Quotes about Computers
751 quotes
The most compelling reason for most people to buy a computer for the home will be to link it to a nationwide communications network. We're just in the beginning stages of what will be a truly remarkable breakthrough for most people - as remarkable as the telephone.
I don't care how big and fast computers are, they're not as big and fast as the world.
Computers are like Old Testament gods; lots of rules and no mercy.
Why pay a fee for Internet content when a million free sites are just a click away? There's no incentive until people are too addicted to the Net to turn off their computers, yet are bored with what's available.
Reading computer manuals without the hardware is as frustrating as reading sex manuals without the software.
We taught ourselves to simulate how microprocessors work using DEC computers so we could develop software even before our machine was built.
When I heard the news that Steve Jobs had died, my mind flashed back to 1985, when I began my love affair with computers. I was stationed in Moscow for The Associated Press, and I ordered an Apple IIc - by Telex - from a department store in Helsinki, Finland. They express-shipped it to me, a month later, by train.

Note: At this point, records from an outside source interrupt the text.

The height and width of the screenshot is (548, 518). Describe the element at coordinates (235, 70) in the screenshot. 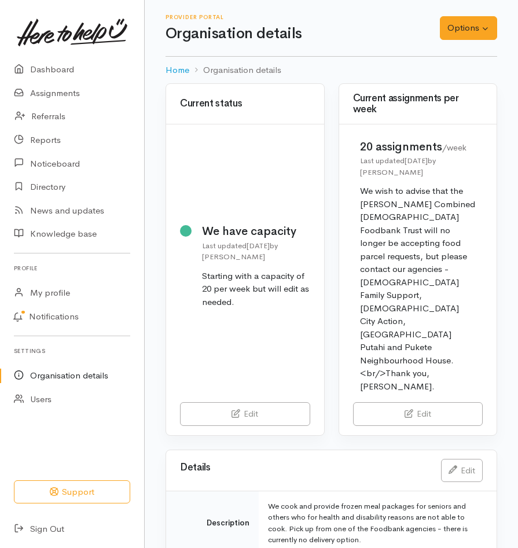

I see `li: Organisation details` at that location.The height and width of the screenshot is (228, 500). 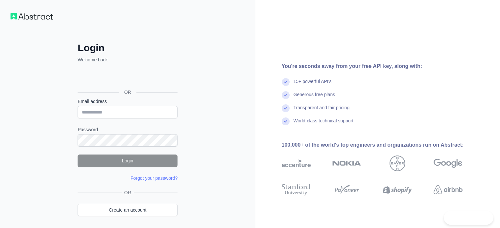 What do you see at coordinates (347, 164) in the screenshot?
I see `img: nokia` at bounding box center [347, 164].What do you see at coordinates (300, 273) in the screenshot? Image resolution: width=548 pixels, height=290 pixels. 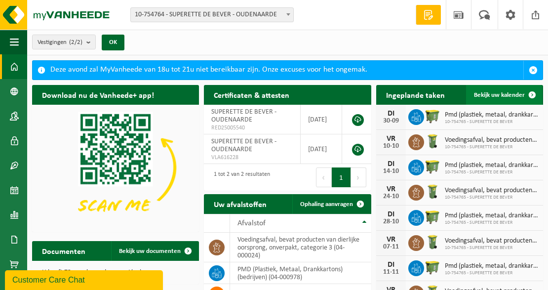 I see `td: PMD (Plastiek, Metaal, Drankkartons) (bedrijven) (04-000978)` at bounding box center [300, 273].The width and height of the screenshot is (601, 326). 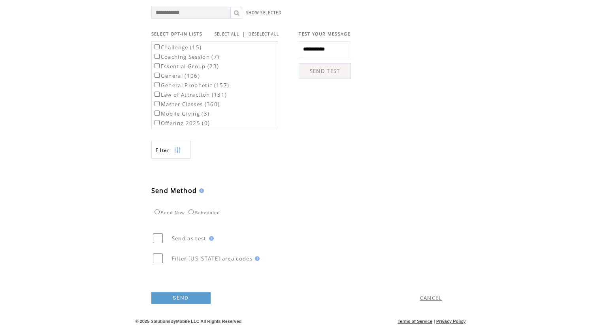 I want to click on input: General (106), so click(x=157, y=75).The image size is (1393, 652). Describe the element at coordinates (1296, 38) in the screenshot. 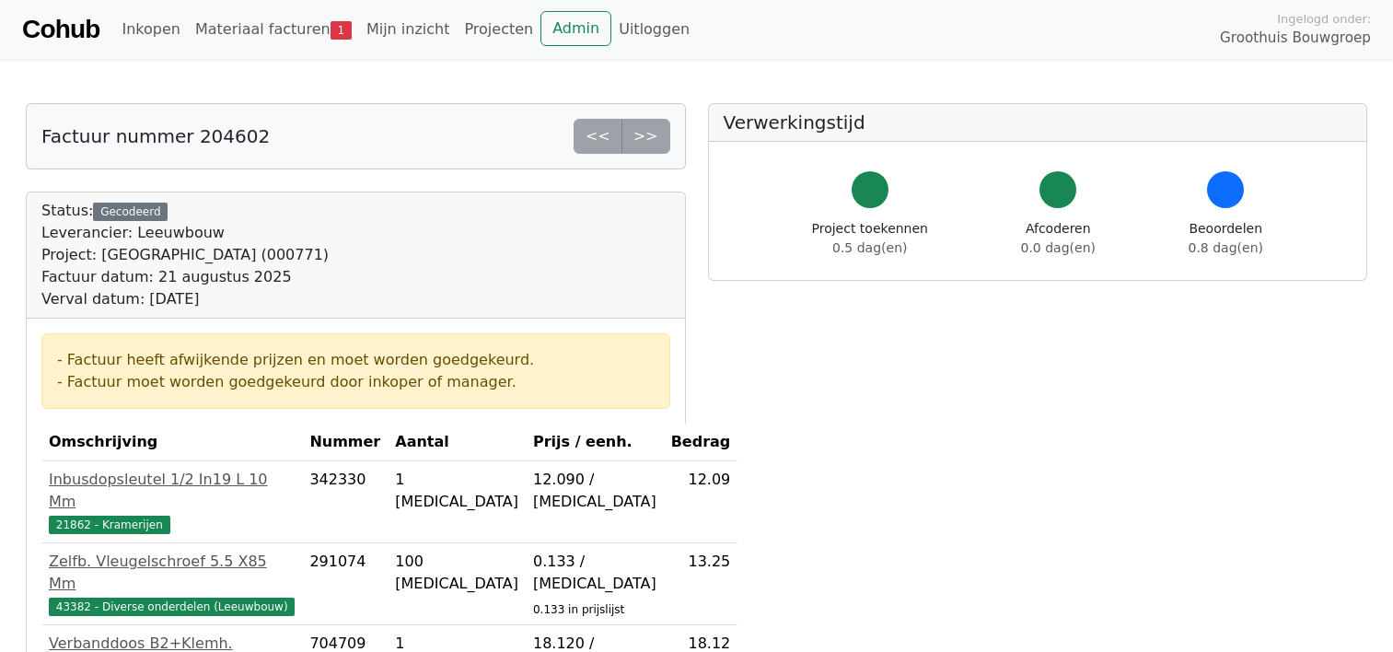

I see `span: Groothuis Bouwgroep` at that location.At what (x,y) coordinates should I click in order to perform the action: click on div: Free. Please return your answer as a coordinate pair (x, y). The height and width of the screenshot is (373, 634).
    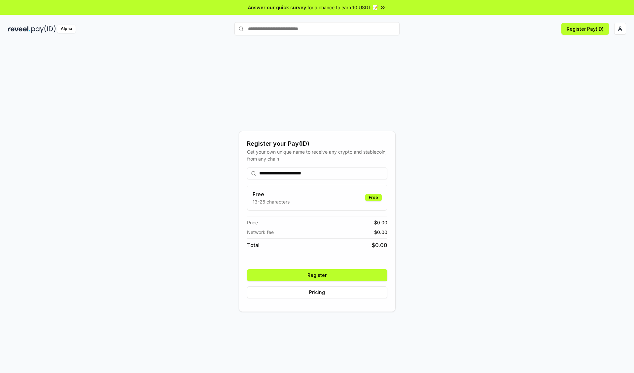
    Looking at the image, I should click on (374, 198).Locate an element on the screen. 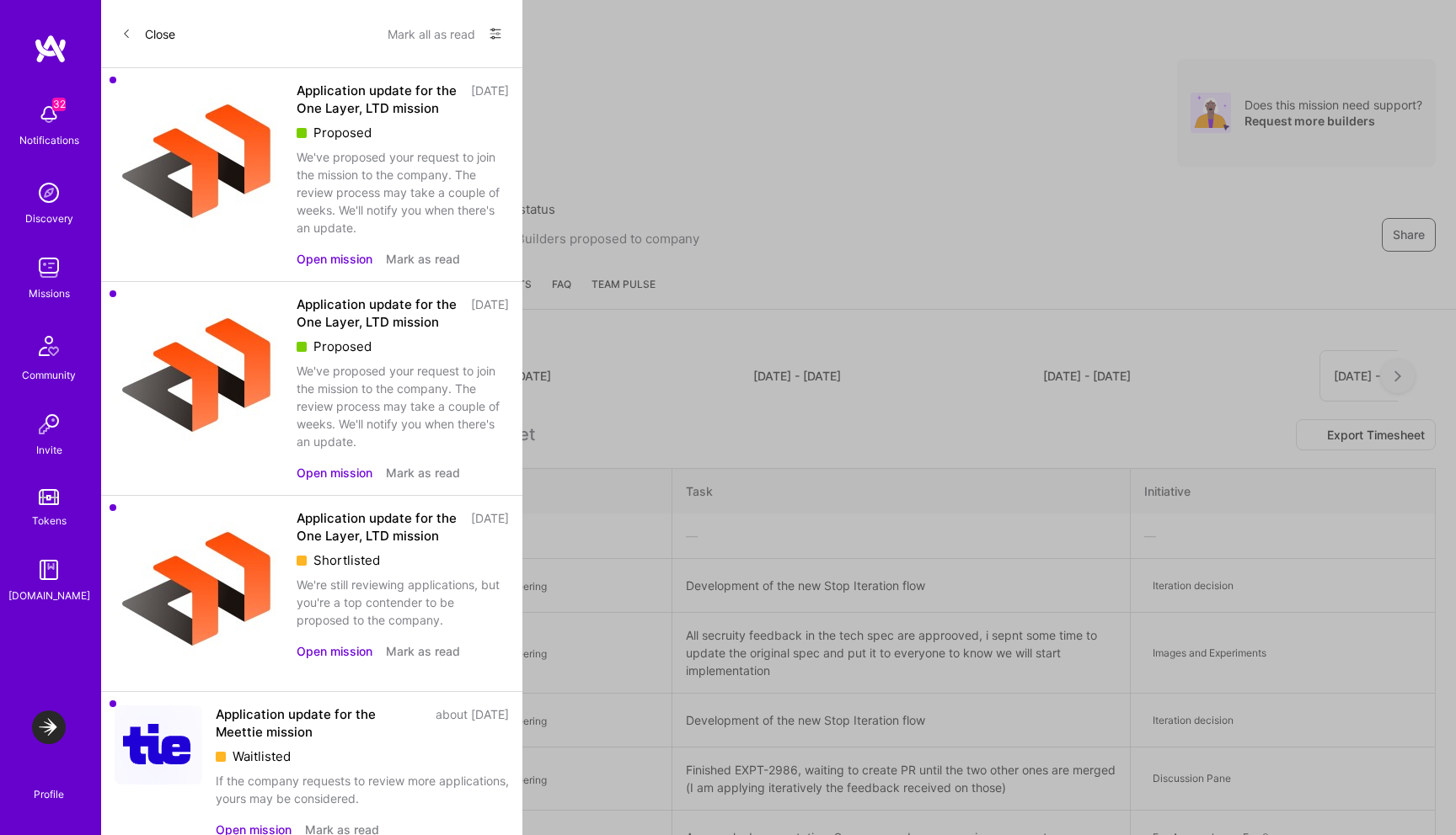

I don't type on the computer or edit. Law students who went to law school really just a couple years after I did were brought up all on the computers and that's how they do it, but I was still part of the older school.
They went back there, looked at all the computers, asked me to come in and tell them what all the computers were for specifically so they knew how to dismantle the network I had been running.
I think computers are the ultimate writing tool. I'm a very slow writer, so I appreciate it every day.
Growing up, I spent my time doing useless stuff looking at computers.
I'm a very simple person. I don't use computers.
I programmed computers every day. And one of my favourite apps we built was this thing called Awesome Updater, that all it did is send you a tweet randomly that was like, 'Yo, you're awesome.'
Some people are on their darn computers all day long.
Apple excels at taking existing concepts - computers, MP3 players, conceit - and carefully streamlining them into glistening ergonomic chunks of concentrated aspiration.
Ignorance breeds antipathy. Until I got to know how computers worked, I didn't want anything to do with them. I said, 'Well, why do I need them? I write letters.' Which I still do.
I've always been into computers. When I was getting out of high school and forming my identity musically, all of it was really coming into the fold, computers and drum machines. It felt like, you know, I'm in the right place at the right time. I liked the collision.
Computers, like automobiles and airplanes, do only what people tell them to do.
I just think people have a lot of fiction. But, you know, I mean, the real story of Facebook is just that we've worked so hard for all this time. I mean, the real story is actually probably pretty boring, right? I mean, we just sat at our computers for six years and coded.
I worked at a local country club that I never belonged to. I did random tasks in the pro shop and supposed to be in charge of the register, but that didn't go so well. They quickly realized I was better with people, not computers.
Computers seem a little too adaptively flexible, like the strange natives, odd societies, and head cases we study in the social sciences. There's more opposable thumb in the digital world than I care for; it's awfully close to human.